He’s served presidents and movie stars. But now, Youssef Eagle Essakl is serving Occoquan.
The day after Christmas, Essakl, 40, of Tyson’s Corner opened his new restaurant, Bistro L’hermitage, a French restaurant in Occoquan.
“I love people,” Essakl said. “That’s the number one thing if you ask anyone about the restaurant business. You have to be a social type. I enjoy meeting people, I enjoy serving people.”
The building originally housed Herb’s Village Inn which opened in 1954. In the late ’80s or early ’90s, Essaklsaid it became a Chinese restaurant, Hunan Imperial.
“When he bought the building it was very run-down," Essakl said.
But you’d never know that going to Bistro L’hermitage today. The small dining facility is designed with class in mind.
“It’s an upscale restaurant, but we like to keep it casual as well,” Essakl said.
The most expensive item on the menu is $25.
Essakl came to the region from Morocco in 1985. He was 18, taking English classes at George Washington University and working part-time as a server at various upscale Washington restaurants. He said he earned between $500 and $600 a day in tips, serving people like Madonna, Paul Newman, Elizabeth Taylor and Nancy Reagan.
“If you were involved with this industry, it was better than Hollywood,” Essakl said.
He stayed in D.C. for a year after finishing at GW, and then moved to Paris. He spent a year and a half there, trying to introduce American cars to the French. But, he returned to the United States, when his brother, Abby Essakl, was diagnosed with non-Hodgkin lymphoma. Abby Essakl died in 1995 at the age of 33.
“That’s when my life changed,” Essakl said.
Essakl said before his brother died, he always dated models and thought of going to Hollywood. After his brother’s death, however, Essakl started living his life day by day, more focused on what he wanted to accomplish.
He took a job as a manager at the Grand Hotel in Washington, D.C., where he met executive chef Robert Wiedmaier. They worked in various Washington restaurants together over the next couple years, and ended up at the Watergate, where Wiedmaier took over for the late Jean-Louis Palladin, who Essakl said, was the number one chef in the country.

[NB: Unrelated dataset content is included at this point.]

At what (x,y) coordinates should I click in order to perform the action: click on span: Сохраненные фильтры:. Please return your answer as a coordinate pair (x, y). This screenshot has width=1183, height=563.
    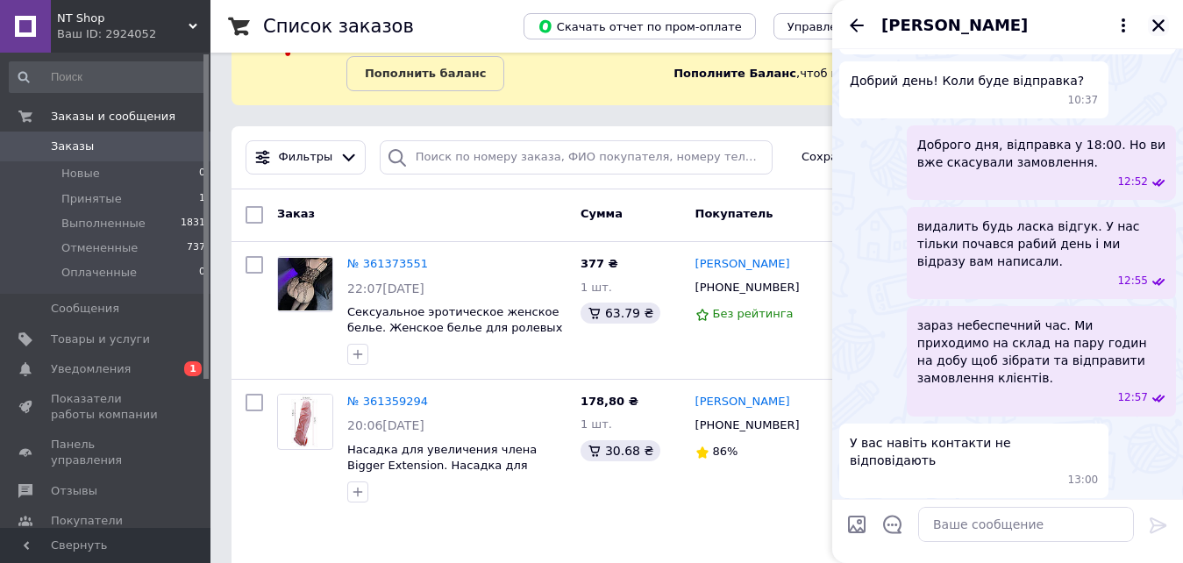
    Looking at the image, I should click on (873, 157).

Essakl and Weidmaier renamed the Watergate restaurant Aquarelle. They worked there for a year and a half, before buying Marcel’s on Pennsylvania Avenue in 1998. In 2001 Essakl sold his shares to Wiedmaier and took a job at Jeffrey’s, back at the Watergate.
Essakl said Jeffrey’s was President George W. Bush’s favorite restaurant in Austin, Texas. A new location was opened at the Watergate when Bush became president, Essakl said.
“George Bush is a very simple man, very humble, very down to earth,” Essakl said. He added Bush enjoys Tex-Mex entrees such as chicken, rice and fried oysters.
In 2003, he took the money he had from Marcel’s and bought the Occoquan property.
“I thought I wasn’t going to open after almost five years,” Essakl said.
He borrowed $1 million in loans and invested $800,000 of his own.
“That’s money I didn’t start with, I had just a dream,” he said.
Since the time Bistro L’hermitage has been opened, Essakl said that they’ve been doing “very good.”
“I like to work with fresh products,” said Chef Jeremy Sandoz, 32. “I like to work with French techniques, French recipes… I like fish. Fish is very delicate to cook, so there is very little room for mistake.”
(Sandoz left Bistro L’hermitage for New York shortly after the interview. He was replaced by Chef Dawn Burkart, the former executive chef at Watergate Hotel.)
Sandoz added that he hopes customers leave with “a smile on their face, feeling fulfilled flavor-wise, taste-wise.”
Staff writer Josh Eiserike can be reached at 703-878-8072.